Sunday Mirror (Northern Ireland)
Bobby Norris
Star faked a nervous breakdown to get show axed
Nail-biting thriller The Secrets She Keeps stars Downton Abbey’s Laura Carmichael as Agatha, a woman desperate for a baby who sets her sights on pregnant mummy blogger Meghan (Jessica De Gouw).
Agatha becomes more and more obsessed with Meghan’s “perfect” life. But under the surface, problems with her highflying TV exec husband mean Meghan has plenty of secrets of her own. The Secrets She Keeps is out on DVD tomorrow. We have 10 copies to give away.
Email tv@sundaymirror.co.uk by 6pm on Saturday with SECRETS DVD as the subject, plus your name and address. Standard Reach terms apply.
What I’ve been watching…
And and The on Netflix. I get scared with horrors, but I feel brave now I’m with my partner. thrillers
Series I loved…
I’ve been going back over old
Telly icon…
shows and early episodes of
He’s a national treasure. He’s been in my living room since I was a kid, from GMTV to This Morning. And I’d love to sit down with Kris Jenner over a cosmopolitan, and put the world to rights.
Dream TV role…
My own telly chat show.
Fay Ripley says she gave the performance of her life – faking a breakdown to get out of a telly job.
The Cold Feet star admits lying about her mental state so she no longer had to front Channel 4’s Sofa Melt – a “cruel” 90s relationship chat show.
Fay, 54, explains how she hatched her escape plan after a jilted woman was humiliated on the show.
She recalls: “Once we had three women who’d been going out with their partners for years, and their partners had never asked them to marry them.
“So on the show we got them to propose. Two of the chaps said yes, and we got a vicar on immediately.
“Out he came to marry them – we’d got all their friends and family there.
“But one poor woman, he said no. We made her, in her ill-fitting wedding dress, go to the other two’s weddings. She cried all the way through both of them. And it was cruel. I got out of the show.”
She says: “My agent told me, ‘They might want to commission another 60 of these shows, and they might want to call it Faye Ripley’s Sofa Melt’.
“It was all going to ramp up. I said, ‘OK, just go with whatever I do. I’m going to have a nervous breakdown. Just go with it’.
“I went in and just literally had a nervous breakdown, and went, ‘I’m unstable, I can’t do it. All these people’s lives mean too much to me’.
“And because I showed that, they took it off the slate.” Speaking on food critic Jay Rayner’s Out To
Lunch podcast, Fay says she was proud of her convincing performance.
Asked if it was the performance of a lifetime, she replies: “Absolutely. I always want a round of applause. My agent thought it was marvellous.”

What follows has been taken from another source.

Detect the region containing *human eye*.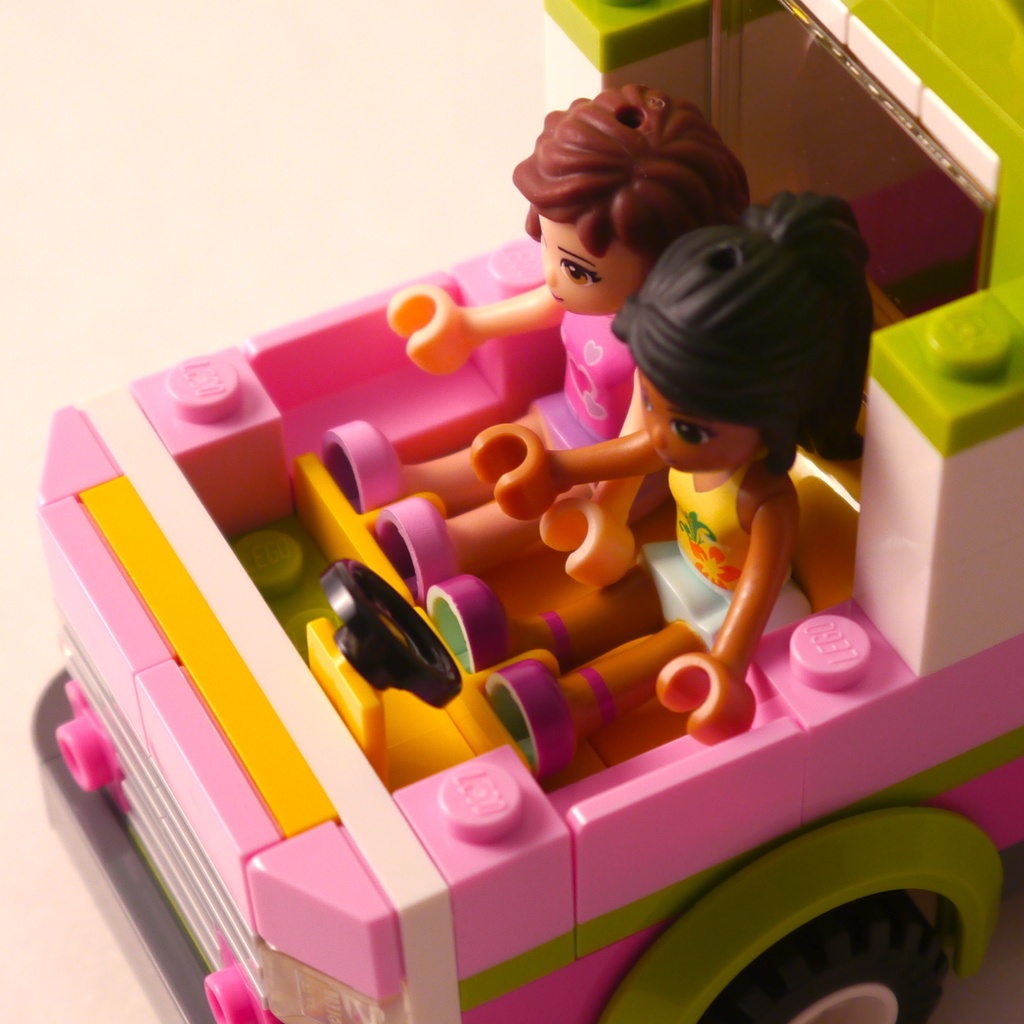
box=[637, 390, 655, 413].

Sofa Melt, screened in 1999, lasted for one 60-episode series. One critic at the time said: “It’s just unmissable because the people on it are hilariously stupid.” By then, Fay had made her TV breakthrough as Jenny in ITV’s Cold Feet.
But she originally wanted to play the character, Rachel.

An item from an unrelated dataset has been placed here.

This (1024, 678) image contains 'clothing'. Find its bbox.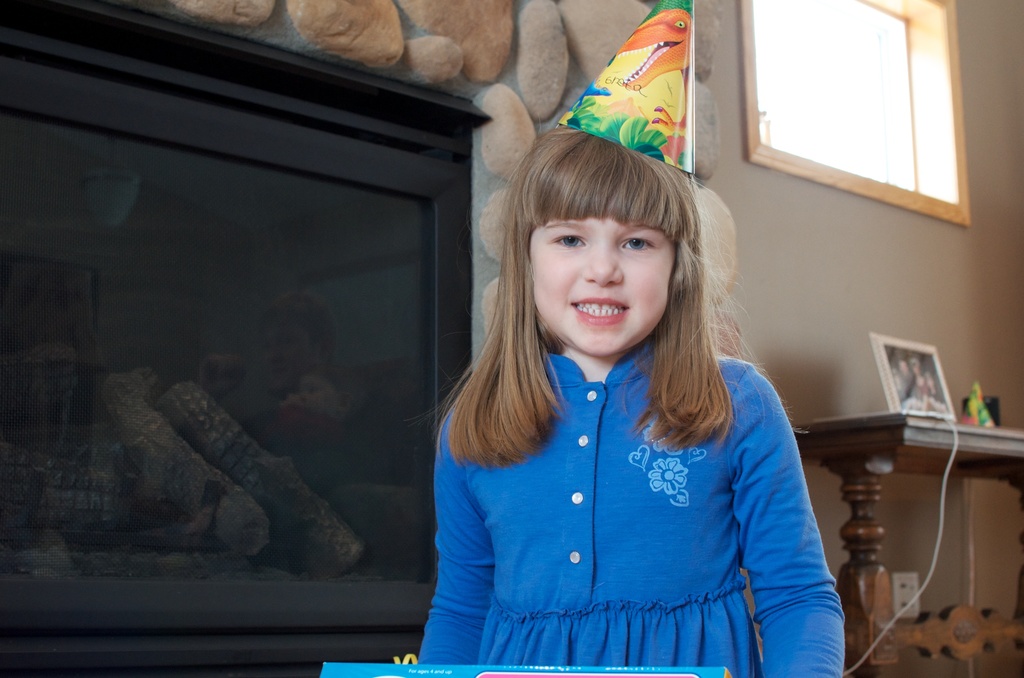
{"x1": 408, "y1": 342, "x2": 851, "y2": 677}.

She says: “I thought I’d read for the part of Rachel, which was the pretty, love interest everyone fancies. “I was shocked when they said ‘Can you read for Jenny?’ I was like, ‘What? The mouthy northern one?’ Now I’m very pleased I played Jenny.”
Quiz king nearly died when he got QI… Quite Intoxicated. The smart-talking TV veteran says a few sips of a strong beer brewed by monks came close to killing him as it triggered his extreme asthma – but he was saved by comedian pal Ben Elton.
Stephen, 62, explains: “As soon as the fluid touched my throat I recognised the signs.
“By the time I’d put the glass down I could barely breathe.
“That’s how quick the reaction can be. My lungs just seemed to completely close down.”
Quick-thinking Ben hailed a cab to get the TV legend to hospital.
Stephen says: “The next thing I recall was waking in a recovery room, oxygen mask on my face, concerned eyes peering down. It had been a close-run thing.”
Stephen recalls the moment in book Dear NHS: 100 Stories To Say Thank You.
Looks like made a pretty penny when he sold up his Corrie home to move into a retirement complex this year. His Salford terraced house is today valued at £148,527 – and while he may have sold to daughter Tracy at a discount, its value has increased by 11,221 per cent since he bought it in 1960 for £1,312.